Monday, January 22, 2007

'Live to Tell': Ordinary Resurrections

I was honored this past week to have been part of a teaching series at the School of Theology at Drew University "Jan Term" on "The Global Church and AIDS."

It's being led by Don Messer, professor of Practical Theology and director of the Center for Global Pastoral Ministries at Iliff Scholl of Theology, Denver.

I commend his book to you, BREAKING THE CONSPIRIACY OF SILENCE; CHRISTIAN CHURCHES AND THE GLOBAL AIDS CRISIS (Donald E. Messer, Prisms, Fortress Press)

Don is teaching a whole new generation of future ministers - baptized and ordained - about the worldwide pandemic of AIDS. To do so, he is, in part, using all of the new technology which appeals to this generation.
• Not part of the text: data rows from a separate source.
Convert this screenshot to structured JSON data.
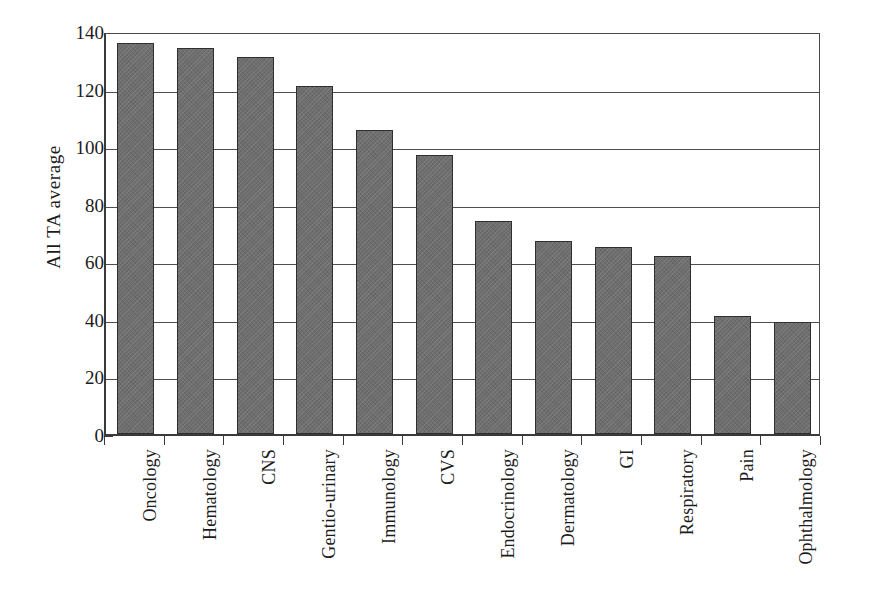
{
  "chart_data": {
    "type": "bar",
    "title": "",
    "subtitle": "",
    "xlabel": "",
    "ylabel": "All TA average",
    "ylim": [
      0,
      140
    ],
    "ytick_step": 20,
    "yticks": [
      "140",
      "120",
      "100",
      "80",
      "60",
      "40",
      "20",
      "0"
    ],
    "grid": true,
    "legend": "none",
    "orientation": "vertical",
    "categories": [
      "Oncology",
      "Hematology",
      "CNS",
      "Gentio-urinary",
      "Immunology",
      "CVS",
      "Endocrinology",
      "Dermatology",
      "GI",
      "Respiratory",
      "Pain",
      "Ophthalmology"
    ],
    "values": [
      136,
      134,
      131,
      121,
      105.5,
      97,
      74,
      67,
      65,
      62,
      41,
      39
    ],
    "series": [
      {
        "name": "All TA average",
        "values": [
          136,
          134,
          131,
          121,
          105.5,
          97,
          74,
          67,
          65,
          62,
          41,
          39
        ]
      }
    ],
    "colors": {
      "bar_fill": "#6e6e6e",
      "bar_border": "#2f2f2f",
      "gridline": "#4e4e4e",
      "axis": "#3a3a3a",
      "text": "#1c1c1c",
      "background": "#ffffff"
    }
  }
}
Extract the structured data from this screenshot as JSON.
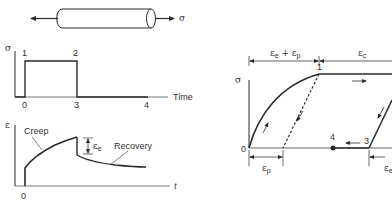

I must say, he is very, very effective.

If we're going to make any progress in stemming this genocide-by-pandemic,
training a new generation of ministers -baptized and ordained - to think
creatively and effectively as citizens of the global village of Christ is an
absolutely essential part of the strategy.

In one of his classes, he showed the controversial Madonna performance "LIVE TO TELL." You may know that it is controversial because she sings the song while hanging from a cross, wearing a crown of thorns.

I found her message about abuse and violence and the AIDS pandemic most
compelling, and I urge you to watch it. I am certainly planning to use this 5 minute video as part of my Confirmation curriculum, which includes components on Human Sexuality, Global Church, and Millennium Development Goals.

The first dancer, talking about the physical abuse he sustained from his
father, says something like, "My father hit me so hard, I fell to the floor, but I picked myself up. We all fall to the floor but to pick yourself up is the real challenge. Isn't it?"

I immediately thought of the quote by my colleague and fellow priest, Robert
Corbin Morris, quoted by Jonathan Kozol in his book, "Ordinary Resurrections," from whence the book title comes.

Kozol writes that Morris speaks of the commonplace and frequently unnoticed
ways that people rise above their loneliness and fears as "ordinary resurrections." He points out that the origin of "resurrection" is the Greek word anastasis, which, he notes means "standing up again," and, as he puts it
unpretentiously, "We all lie down. We all rise up. We do this every day."

The same word, as Morris notes, is used in Scripture: "I am the resurrection
and the life." But in an afternoon directed possibly at fellow members of
the clergy, he observes, "The Resurrection does not wait for Easter."

This, I think, is the same message this video tries to make about AIDS, and
gang bangers and child abuse. It ends with a quote from Matthew's Great Commission.

May this video also inspire you to consider the MDG's - particularly # 6:
"Combat HIV/ADIS, Malaria and other diseases."